Share
×
Inspirational Quotes
Authors
Professions
Topics
Tags
Quote
Life, to be worthy of a rational being, must be always in progression we must always purpose to do more or better than in time past.
Samuel Johnson
Share
Change background
T
T
T
Change font
Original
TAGS & TOPICS
Samuel Johnson
Age: 75 †
Born: 1709
Born: September 18
Died: 1784
Died: December 13
Biographer
Bookseller
Essayist
Lexicographer
Linguist
Literary Critic
Literary Historian
Poet
Politician
Teacher
Translator
Writer
Lichfield
Staffordshire
Dr Johnson
Dr. Johnson
Great Moralist
Must
Always
Time
Progression
Life
Rational
Worthy
Purpose
Past
Better
More quotes by Samuel Johnson
Hypocrisy is the necessary burden of villainy, affectation part of the chosen trappings of folly the one completes a villain, the other only finishes a fop.
Samuel Johnson
Every man's affairs, however little, are important to himself.
Samuel Johnson
To dread no eye and to suspect no tongue is the great prerogative of innocence--an exemption granted only to invariable virtue.
Samuel Johnson
Language is the dress of thought and as the noblest mien or most graceful action would be degraded and obscured by a garb appropriated to the gross employments of rusticks or mechanics, so the most heroick sentiments will lose their efficacy
Samuel Johnson
Almost all the moral good which is left among us is the apparent effect of physical evil.
Samuel Johnson
Whatever you have spend less.
Samuel Johnson
In general those parents have the most reverence who most deserve it for he that lives well cannot be despised.
Samuel Johnson
Celestial wisdom calms the mind.
Samuel Johnson
Conjecture as to things useful, is good but conjecture as to what it would be useless to know, is very idle.
Samuel Johnson
Hope is necessary in every condition. The miseries of poverty, sickness and captivity would, without this comfort, be insupportable.
Samuel Johnson
Diffidence may check resolution and obstruct performance, but compensates its embarrassments by more important advantages it conciliates the proud, and softens the severe averts envy from excellence, and censure from miscarriage.
Samuel Johnson
There is no wisdom in useless and hopeless sorrow.
Samuel Johnson
The fiction of happiness is propagated by every tongue and confirmed by every look till at last all profess the joy which they do not feel and consent to yield to the general delusion.
Samuel Johnson
What provokes your risibility, Sir? Have I said anything that you understand? Then I ask pardon of the rest of the company.
Samuel Johnson
Few men survey themselves with so much severity as not to admit prejudices in their own favor.
Samuel Johnson
The expense is damnable, the position is ridiculous, and the pleasure fleeting.
Samuel Johnson
Sir, I do not call a gamester a dishonest man but I call him an unsociable man, an unprofitable man. Gaming is a mode of transferring property without producing any intermediate good.
Samuel Johnson
It matters not how a man dies, but how he lives. The act of dying is not of importance, it lasts so short a time.
Samuel Johnson
Men are like stone jugs - you may lug them where you like by the ears.
Samuel Johnson
It is commonly observed, that when two Englishmen meet, their first talk is of the weather they are in haste to tell each other, what each must already know, that it is hot or cold, bright or cloudy, windy or calm.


# Your objective:
Look through the entries for the string "vascular", and copy each line that holds it.

(Figure record listings)

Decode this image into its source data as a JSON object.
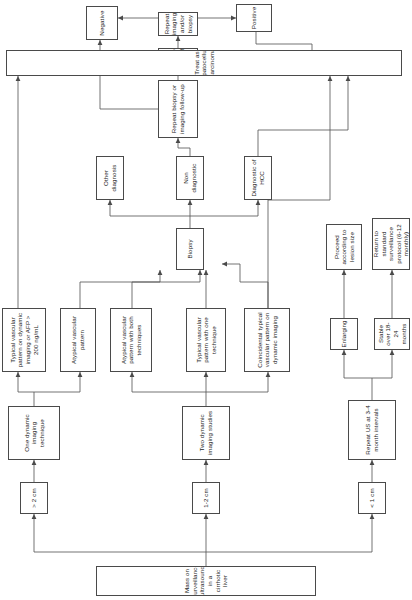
{
  "figure": {
    "type": "flowchart",
    "orientation": "rotated-90-ccw",
    "colors": {
      "box_stroke": "#4a4a4a",
      "edge_stroke": "#5a5a5a",
      "text": "#1a1a1a",
      "background": "#ffffff"
    }
  },
  "nodes": {
    "root": "Mass on surveillance ultrasound in a cirrhotic liver",
    "size_gt2": "> 2 cm",
    "size_1to2": "1-2 cm",
    "size_lt1": "< 1 cm",
    "one_dynamic": "One dynamic imaging technique",
    "two_dynamic": "Two dynamic imaging studies",
    "typical_afp": "Typical vascular pattern on dynamic imaging or AFP > 200 ng/mL",
    "atypical_pattern": "Atypical vascular pattern",
    "atypical_both": "Atypical vascular pattern with both techniques",
    "typical_one": "Typical vascular pattern with one technique",
    "coincidental_typical": "Coincidental typical vascular pattern on dynamic imaging",
    "biopsy": "Biopsy",
    "other_diagnosis": "Other diagnosis",
    "non_diagnostic": "Non diagnostic",
    "diagnostic_hcc": "Diagnostic of HCC",
    "repeat_biopsy": "Repeat biopsy or imaging follow-up",
    "change_size": "Change in size/profile",
    "repeat_imaging": "Repeat imaging and/or biopsy",
    "negative": "Negative",
    "positive": "Positive",
    "treat_hcc": "Treat as hepatocellular carcinoma",
    "repeat_us": "Repeat US at 3-4 month intervals",
    "enlarging": "Enlarging",
    "stable": "Stable over 18-24 months",
    "proceed_lesion": "Proceed according to lesion size",
    "return_surveillance": "Return to standard surveillance protocol (6-12 monthly)"
  }
}
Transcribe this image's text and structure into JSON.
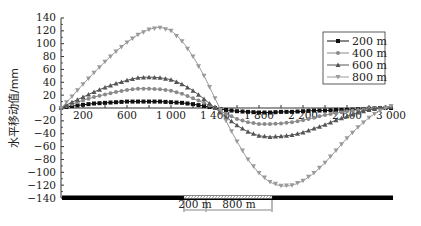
{
  "chart_data": {
    "type": "line",
    "title": "",
    "xlabel": "",
    "ylabel": "水平移动值/mm",
    "xlim": [
      0,
      3000
    ],
    "ylim": [
      -140,
      140
    ],
    "x_ticks": [
      200,
      600,
      1000,
      1400,
      1800,
      2200,
      2600,
      3000
    ],
    "x_tick_labels": [
      "200",
      "600",
      "1 000",
      "1 400",
      "1 800",
      "2 200",
      "2 600",
      "3 000"
    ],
    "y_ticks": [
      140,
      120,
      100,
      80,
      60,
      40,
      20,
      0,
      -20,
      -40,
      -60,
      -80,
      -100,
      -120,
      -140
    ],
    "y_tick_labels": [
      "140",
      "120",
      "100",
      "80",
      "60",
      "40",
      "20",
      "0",
      "-20",
      "-40",
      "-60",
      "-80",
      "-100",
      "-120",
      "-140"
    ],
    "grid": false,
    "legend_position": "upper right",
    "x": [
      0,
      100,
      200,
      300,
      400,
      500,
      600,
      700,
      800,
      900,
      1000,
      1100,
      1200,
      1300,
      1400,
      1500,
      1600,
      1700,
      1800,
      1900,
      2000,
      2100,
      2200,
      2300,
      2400,
      2500,
      2600,
      2700,
      2800,
      2900,
      3000
    ],
    "series": [
      {
        "name": "200 m",
        "marker": "square",
        "color": "#111111",
        "values": [
          0,
          3,
          5,
          7,
          8,
          9,
          10,
          10,
          10,
          10,
          9,
          8,
          6,
          3,
          0,
          -3,
          -5,
          -6,
          -7,
          -7,
          -6,
          -6,
          -5,
          -4,
          -4,
          -3,
          -3,
          -2,
          -1,
          0,
          0
        ]
      },
      {
        "name": "400 m",
        "marker": "circle",
        "color": "#8a8a8a",
        "values": [
          0,
          6,
          12,
          17,
          21,
          25,
          28,
          30,
          30,
          29,
          27,
          22,
          15,
          8,
          0,
          -9,
          -17,
          -22,
          -25,
          -25,
          -24,
          -22,
          -19,
          -15,
          -11,
          -8,
          -5,
          -3,
          -1,
          0,
          2
        ]
      },
      {
        "name": "600 m",
        "marker": "triangle",
        "color": "#555555",
        "values": [
          0,
          9,
          17,
          25,
          32,
          38,
          43,
          47,
          48,
          47,
          44,
          37,
          27,
          14,
          0,
          -14,
          -27,
          -37,
          -43,
          -45,
          -44,
          -42,
          -38,
          -32,
          -26,
          -19,
          -13,
          -7,
          -3,
          0,
          2
        ]
      },
      {
        "name": "800 m",
        "marker": "triangle-down",
        "color": "#9a9a9a",
        "values": [
          0,
          18,
          37,
          55,
          72,
          88,
          102,
          114,
          122,
          125,
          120,
          104,
          80,
          50,
          15,
          -20,
          -52,
          -80,
          -101,
          -115,
          -121,
          -120,
          -113,
          -101,
          -85,
          -66,
          -47,
          -30,
          -15,
          -4,
          3
        ]
      }
    ],
    "annotations": {
      "bar_label_1": "200 m",
      "bar_label_2": "800 m"
    }
  }
}
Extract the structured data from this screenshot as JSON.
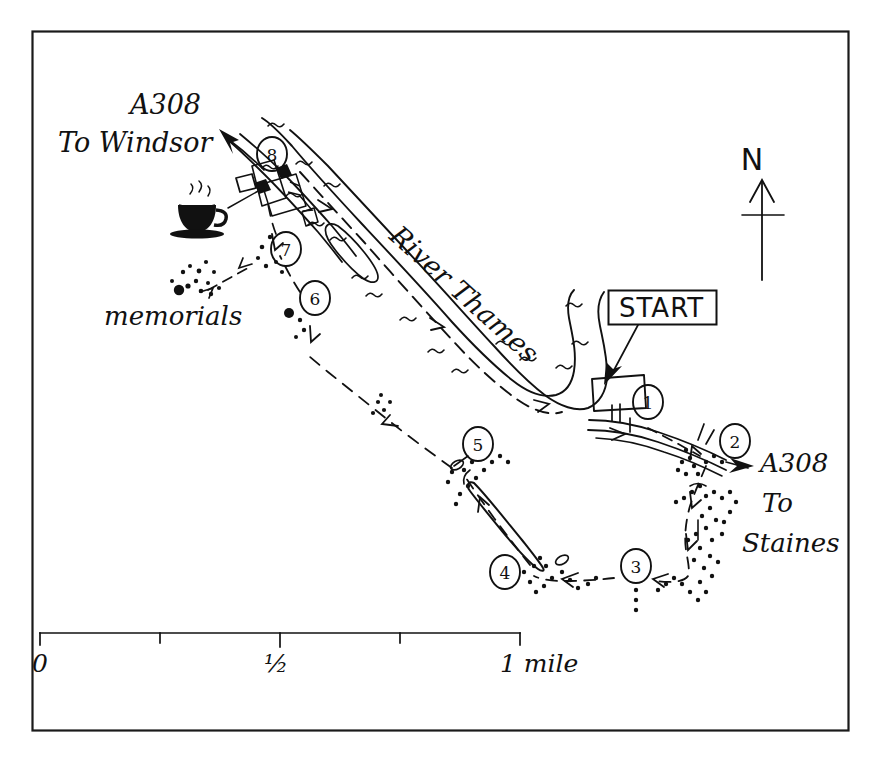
{
  "map": {
    "title": "Runnymede circular walk sketch map",
    "frame_color": "#1a1a1a",
    "ink_color": "#111111",
    "paper_color": "#ffffff",
    "river_label": "River Thames",
    "start_label": "START",
    "memorials_label": "memorials",
    "north_label": "N",
    "road_northwest": {
      "road_number": "A308",
      "direction_line1": "To Windsor"
    },
    "road_southeast": {
      "road_number": "A308",
      "direction_line1": "To",
      "direction_line2": "Staines"
    },
    "cafe_icon_name": "coffee-cup-icon",
    "waypoints": [
      {
        "id": 1,
        "label": "1",
        "cx": 648,
        "cy": 402
      },
      {
        "id": 2,
        "label": "2",
        "cx": 735,
        "cy": 441
      },
      {
        "id": 3,
        "label": "3",
        "cx": 636,
        "cy": 566
      },
      {
        "id": 4,
        "label": "4",
        "cx": 505,
        "cy": 572
      },
      {
        "id": 5,
        "label": "5",
        "cx": 478,
        "cy": 444
      },
      {
        "id": 6,
        "label": "6",
        "cx": 315,
        "cy": 298
      },
      {
        "id": 7,
        "label": "7",
        "cx": 286,
        "cy": 249
      },
      {
        "id": 8,
        "label": "8",
        "cx": 272,
        "cy": 154
      }
    ],
    "scale_bar": {
      "start_label": "0",
      "mid_label": "½",
      "end_label": "1 mile",
      "ticks": [
        0,
        0.25,
        0.5,
        0.75,
        1
      ],
      "units": "mile",
      "x_start": 40,
      "x_end": 520,
      "y": 633
    }
  }
}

# Exercise output:
    "typical_afp": "Typical vascular pattern on dynamic imaging or AFP > 200 ng/mL",
    "atypical_pattern": "Atypical vascular pattern",
    "atypical_both": "Atypical vascular pattern with both techniques",
    "typical_one": "Typical vascular pattern with one technique",
    "coincidental_typical": "Coincidental typical vascular pattern on dynamic imaging",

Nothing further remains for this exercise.